On Amma, Queerness, & Being Out of Her Reach
Content Warnings: Parent death
By Suma Cheru '18
I often wonder whether my deceased mother would support or reject my queerness. I was too young when she died, too young to know that it could be normal to like girls. Too naive.
***
My amma―the Tamil word for “mother”―died a slow, brutal death. She’d been sick with stomach cancer for eighteen months. She’d gone into remission for some time. But, given cancer’s insidious nature, it came back. And after the cancer returned, it dared not leave her again.
I was seven when Amma died. Too naive to understand the gravity of the situation. Perhaps, because of my youthful age, my parents had thought it best to keep me out of the chaos. They chose not to inform me of the severity of Amma’s illness. In doing so, they kept me in the shadows of her burgeoning illness and death. I would never have understood just how serious stage III stomach cancer could be.
I think about Amma here and there. I think about what my relationship with her would be like today. Would we get along? Would I tell her everything? Would she be my keeper of secrets? Or would we fight incessantly? Would I keep her out? Far away? Would ours be a deep or a superficial relationship?
Amma has a gay brother. I’ve heard that, when he shared his sexuality with her in the late ‘90s, she didn’t speak to him for months. Months. She did eventually respond, however. She wrote him a letter. A letter that traveled from her place in Berkeley, California to Bangalore, India. Things were fine after she responded, I suppose. She and her brother still spoke to each other, still sustained their sibling ties. She still didn’t speak to him for months, though. Nothing could make up for those lost months, not even a letter.
I don’t know what she wrote in that letter. I guess I’ll never know.
There are things I wish I could tell Amma today. I wish I could tell her that on some days, I feel less feminine. I wish I could tell her that I didn’t feel like myself when I was forced into wearing a frilly pink dress for my fourth birthday. I wish I could tell her I feel like my best self with my short hair. I wish I could tell her that I sleep with women. That I fall for women every single time.
***
I realize I don’t get to say the word “Amma” that much. Not at all, really. I only use it to refer to this woman who gave birth to me, someone far in my past.
I wonder whether Amma would write me a letter upon learning about my queerness. I don’t know what she’d write in that letter. I guess I’ll never know.
What haunts me is the possibility that Amma wouldn’t speak to me for months upon learning this.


== TASK GOAL ==
Copy each line below in which the word "civil" occurs.

== PROVIDED DATA ==
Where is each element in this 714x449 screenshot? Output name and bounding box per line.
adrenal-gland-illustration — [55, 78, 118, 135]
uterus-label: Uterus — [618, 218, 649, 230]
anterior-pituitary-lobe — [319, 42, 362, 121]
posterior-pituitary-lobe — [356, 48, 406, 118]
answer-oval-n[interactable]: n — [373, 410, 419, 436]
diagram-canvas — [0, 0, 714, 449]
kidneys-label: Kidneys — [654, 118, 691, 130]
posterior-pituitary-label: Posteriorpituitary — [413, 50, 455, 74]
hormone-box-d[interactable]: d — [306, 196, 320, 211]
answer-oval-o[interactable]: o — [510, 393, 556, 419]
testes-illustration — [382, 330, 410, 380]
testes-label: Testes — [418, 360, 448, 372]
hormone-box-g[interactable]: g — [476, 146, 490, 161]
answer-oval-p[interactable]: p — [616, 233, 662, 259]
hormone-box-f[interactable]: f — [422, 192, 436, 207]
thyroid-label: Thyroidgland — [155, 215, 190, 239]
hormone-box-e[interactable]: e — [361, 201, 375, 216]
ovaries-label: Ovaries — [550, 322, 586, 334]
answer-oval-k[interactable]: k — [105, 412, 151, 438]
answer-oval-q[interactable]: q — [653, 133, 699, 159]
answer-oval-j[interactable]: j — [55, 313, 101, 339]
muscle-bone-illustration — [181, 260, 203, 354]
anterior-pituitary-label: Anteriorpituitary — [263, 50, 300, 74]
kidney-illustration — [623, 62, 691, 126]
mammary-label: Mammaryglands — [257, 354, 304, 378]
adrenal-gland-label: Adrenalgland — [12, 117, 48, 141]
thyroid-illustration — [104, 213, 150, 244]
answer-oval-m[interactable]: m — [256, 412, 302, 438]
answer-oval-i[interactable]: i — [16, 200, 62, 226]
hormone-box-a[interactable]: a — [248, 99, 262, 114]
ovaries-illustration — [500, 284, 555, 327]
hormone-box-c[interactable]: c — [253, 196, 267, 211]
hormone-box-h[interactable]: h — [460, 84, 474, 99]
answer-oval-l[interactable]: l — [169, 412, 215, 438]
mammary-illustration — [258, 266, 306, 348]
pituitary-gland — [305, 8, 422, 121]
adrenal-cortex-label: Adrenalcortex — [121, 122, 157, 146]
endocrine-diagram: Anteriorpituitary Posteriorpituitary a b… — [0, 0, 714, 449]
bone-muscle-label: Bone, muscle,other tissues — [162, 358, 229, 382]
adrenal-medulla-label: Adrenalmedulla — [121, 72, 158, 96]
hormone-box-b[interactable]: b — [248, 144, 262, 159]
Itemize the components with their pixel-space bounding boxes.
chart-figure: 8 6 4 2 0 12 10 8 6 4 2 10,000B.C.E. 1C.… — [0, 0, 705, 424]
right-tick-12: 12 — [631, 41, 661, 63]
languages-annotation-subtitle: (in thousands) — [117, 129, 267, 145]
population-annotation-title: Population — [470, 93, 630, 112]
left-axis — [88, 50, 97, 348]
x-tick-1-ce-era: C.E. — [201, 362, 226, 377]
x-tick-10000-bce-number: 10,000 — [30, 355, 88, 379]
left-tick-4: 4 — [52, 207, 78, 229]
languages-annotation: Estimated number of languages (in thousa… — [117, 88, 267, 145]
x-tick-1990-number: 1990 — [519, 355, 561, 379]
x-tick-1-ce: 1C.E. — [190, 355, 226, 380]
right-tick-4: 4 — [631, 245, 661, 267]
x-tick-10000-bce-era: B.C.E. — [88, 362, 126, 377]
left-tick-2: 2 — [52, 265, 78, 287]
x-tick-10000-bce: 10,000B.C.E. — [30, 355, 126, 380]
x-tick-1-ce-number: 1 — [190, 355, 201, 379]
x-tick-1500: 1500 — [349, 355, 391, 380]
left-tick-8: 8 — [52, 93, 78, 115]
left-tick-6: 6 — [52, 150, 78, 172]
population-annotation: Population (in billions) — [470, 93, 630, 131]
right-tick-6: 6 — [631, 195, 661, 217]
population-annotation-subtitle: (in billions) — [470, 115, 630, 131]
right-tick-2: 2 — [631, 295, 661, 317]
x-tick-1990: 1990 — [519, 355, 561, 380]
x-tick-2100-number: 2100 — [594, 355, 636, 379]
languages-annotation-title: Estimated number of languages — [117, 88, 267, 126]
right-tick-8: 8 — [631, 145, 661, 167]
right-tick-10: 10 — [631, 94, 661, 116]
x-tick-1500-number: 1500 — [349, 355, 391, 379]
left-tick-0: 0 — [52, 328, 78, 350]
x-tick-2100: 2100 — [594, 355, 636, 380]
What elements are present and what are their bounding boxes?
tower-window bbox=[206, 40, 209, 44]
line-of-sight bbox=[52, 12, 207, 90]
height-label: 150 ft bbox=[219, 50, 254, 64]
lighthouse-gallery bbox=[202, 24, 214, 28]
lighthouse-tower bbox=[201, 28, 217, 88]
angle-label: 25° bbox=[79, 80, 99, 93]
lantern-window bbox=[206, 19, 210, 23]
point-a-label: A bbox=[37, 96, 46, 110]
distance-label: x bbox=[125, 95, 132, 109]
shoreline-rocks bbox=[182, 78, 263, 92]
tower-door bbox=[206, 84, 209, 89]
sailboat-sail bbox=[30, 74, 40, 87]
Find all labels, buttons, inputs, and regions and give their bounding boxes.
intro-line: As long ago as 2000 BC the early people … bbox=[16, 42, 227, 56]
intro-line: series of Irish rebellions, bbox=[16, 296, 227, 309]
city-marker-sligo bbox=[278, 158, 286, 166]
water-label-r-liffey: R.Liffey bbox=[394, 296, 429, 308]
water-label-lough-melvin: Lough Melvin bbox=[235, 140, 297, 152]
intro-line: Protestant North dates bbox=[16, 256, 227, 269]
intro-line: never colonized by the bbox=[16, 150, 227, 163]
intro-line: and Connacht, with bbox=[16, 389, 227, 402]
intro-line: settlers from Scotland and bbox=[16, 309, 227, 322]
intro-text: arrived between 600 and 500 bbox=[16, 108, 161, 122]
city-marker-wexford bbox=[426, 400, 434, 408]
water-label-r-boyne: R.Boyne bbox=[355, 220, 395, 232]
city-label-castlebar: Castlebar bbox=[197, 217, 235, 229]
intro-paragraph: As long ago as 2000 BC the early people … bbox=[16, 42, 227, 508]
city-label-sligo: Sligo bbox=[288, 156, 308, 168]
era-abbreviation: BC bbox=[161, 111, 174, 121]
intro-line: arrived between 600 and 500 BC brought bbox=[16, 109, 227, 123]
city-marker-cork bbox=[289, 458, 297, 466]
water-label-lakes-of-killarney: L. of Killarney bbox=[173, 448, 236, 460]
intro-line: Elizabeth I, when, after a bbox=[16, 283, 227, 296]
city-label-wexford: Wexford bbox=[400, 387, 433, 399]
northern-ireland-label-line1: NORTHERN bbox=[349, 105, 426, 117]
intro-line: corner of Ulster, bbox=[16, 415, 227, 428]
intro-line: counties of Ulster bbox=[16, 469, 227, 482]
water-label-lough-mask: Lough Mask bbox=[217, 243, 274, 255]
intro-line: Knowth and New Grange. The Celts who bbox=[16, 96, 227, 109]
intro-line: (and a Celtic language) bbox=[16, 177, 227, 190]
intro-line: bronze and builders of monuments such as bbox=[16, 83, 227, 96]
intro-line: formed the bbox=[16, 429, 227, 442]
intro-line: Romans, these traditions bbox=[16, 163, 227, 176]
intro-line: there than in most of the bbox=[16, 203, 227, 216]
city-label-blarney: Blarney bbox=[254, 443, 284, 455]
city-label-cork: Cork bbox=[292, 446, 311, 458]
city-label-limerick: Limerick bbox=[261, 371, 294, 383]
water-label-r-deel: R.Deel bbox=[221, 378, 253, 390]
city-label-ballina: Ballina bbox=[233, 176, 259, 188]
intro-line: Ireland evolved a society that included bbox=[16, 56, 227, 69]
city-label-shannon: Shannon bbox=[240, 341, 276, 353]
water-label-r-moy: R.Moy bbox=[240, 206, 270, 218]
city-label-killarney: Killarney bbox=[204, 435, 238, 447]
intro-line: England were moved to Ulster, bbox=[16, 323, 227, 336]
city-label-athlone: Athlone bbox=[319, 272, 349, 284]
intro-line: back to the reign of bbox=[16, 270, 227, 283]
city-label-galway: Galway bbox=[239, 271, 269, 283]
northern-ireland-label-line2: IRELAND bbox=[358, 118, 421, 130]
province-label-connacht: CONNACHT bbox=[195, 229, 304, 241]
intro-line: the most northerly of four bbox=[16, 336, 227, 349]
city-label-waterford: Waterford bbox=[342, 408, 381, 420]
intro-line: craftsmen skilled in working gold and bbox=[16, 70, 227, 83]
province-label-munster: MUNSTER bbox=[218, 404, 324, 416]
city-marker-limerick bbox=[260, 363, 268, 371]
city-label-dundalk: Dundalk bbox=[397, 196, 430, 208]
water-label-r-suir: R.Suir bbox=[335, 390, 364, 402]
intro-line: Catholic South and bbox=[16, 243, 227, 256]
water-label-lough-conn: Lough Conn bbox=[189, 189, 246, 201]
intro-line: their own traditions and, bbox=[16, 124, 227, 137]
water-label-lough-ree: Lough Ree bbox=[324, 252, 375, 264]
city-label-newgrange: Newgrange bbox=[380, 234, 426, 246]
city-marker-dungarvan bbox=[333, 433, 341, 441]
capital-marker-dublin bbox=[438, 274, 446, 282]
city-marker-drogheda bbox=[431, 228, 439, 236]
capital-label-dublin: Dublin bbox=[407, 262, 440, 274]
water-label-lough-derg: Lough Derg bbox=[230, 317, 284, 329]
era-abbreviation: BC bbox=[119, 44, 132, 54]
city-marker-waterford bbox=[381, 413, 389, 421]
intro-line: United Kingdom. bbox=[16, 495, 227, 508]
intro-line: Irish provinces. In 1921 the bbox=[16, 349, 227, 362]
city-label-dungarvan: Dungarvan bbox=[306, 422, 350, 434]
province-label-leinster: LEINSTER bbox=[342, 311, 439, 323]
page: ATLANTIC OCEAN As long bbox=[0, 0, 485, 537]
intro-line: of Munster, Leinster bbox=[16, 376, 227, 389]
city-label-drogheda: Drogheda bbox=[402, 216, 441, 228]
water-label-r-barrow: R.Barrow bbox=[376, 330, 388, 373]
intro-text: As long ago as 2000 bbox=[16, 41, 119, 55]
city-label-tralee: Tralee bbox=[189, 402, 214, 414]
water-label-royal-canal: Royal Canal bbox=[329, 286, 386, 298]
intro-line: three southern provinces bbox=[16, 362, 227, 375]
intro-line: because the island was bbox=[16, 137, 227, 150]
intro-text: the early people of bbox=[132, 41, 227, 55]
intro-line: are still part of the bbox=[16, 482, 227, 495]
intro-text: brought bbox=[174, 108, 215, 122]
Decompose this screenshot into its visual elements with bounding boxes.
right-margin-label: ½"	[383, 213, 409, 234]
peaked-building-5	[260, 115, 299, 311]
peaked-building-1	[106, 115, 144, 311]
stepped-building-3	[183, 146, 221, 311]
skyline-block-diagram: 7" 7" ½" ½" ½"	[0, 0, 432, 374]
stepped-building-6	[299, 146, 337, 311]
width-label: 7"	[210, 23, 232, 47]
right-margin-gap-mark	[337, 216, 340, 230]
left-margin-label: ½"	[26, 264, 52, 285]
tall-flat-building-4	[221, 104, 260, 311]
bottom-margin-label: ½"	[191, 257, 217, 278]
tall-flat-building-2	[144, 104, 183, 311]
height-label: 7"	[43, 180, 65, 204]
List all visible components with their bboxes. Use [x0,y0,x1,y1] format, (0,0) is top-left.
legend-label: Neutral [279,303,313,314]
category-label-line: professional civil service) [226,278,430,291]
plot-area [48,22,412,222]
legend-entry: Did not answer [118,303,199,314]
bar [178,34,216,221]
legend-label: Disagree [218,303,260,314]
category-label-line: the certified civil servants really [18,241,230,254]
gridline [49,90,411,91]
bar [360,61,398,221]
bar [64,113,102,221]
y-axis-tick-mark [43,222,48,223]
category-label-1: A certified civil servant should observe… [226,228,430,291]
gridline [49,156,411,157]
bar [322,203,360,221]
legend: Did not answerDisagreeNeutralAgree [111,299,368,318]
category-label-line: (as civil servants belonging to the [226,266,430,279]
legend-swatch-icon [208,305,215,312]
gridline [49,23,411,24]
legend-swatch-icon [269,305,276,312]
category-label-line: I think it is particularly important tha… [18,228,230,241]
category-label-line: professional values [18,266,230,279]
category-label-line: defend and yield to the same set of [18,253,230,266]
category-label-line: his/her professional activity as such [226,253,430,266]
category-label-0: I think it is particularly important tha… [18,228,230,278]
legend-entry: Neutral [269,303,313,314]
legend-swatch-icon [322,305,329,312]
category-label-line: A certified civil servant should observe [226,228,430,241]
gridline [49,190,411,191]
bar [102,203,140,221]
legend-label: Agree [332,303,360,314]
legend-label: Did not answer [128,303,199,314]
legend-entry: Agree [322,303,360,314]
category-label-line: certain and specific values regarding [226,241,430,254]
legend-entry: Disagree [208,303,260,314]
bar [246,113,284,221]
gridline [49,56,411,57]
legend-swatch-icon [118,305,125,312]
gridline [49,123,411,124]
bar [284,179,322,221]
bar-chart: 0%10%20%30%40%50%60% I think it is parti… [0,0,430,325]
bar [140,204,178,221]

== TASK RESULT ==
category-label-line: professional civil service) [226,278,430,291]
category-label-line: the certified civil servants really [18,241,230,254]
category-label-1: A certified civil servant should observe… [226,228,430,291]
category-label-line: (as civil servants belonging to the [226,266,430,279]
category-label-line: A certified civil servant should observe [226,228,430,241]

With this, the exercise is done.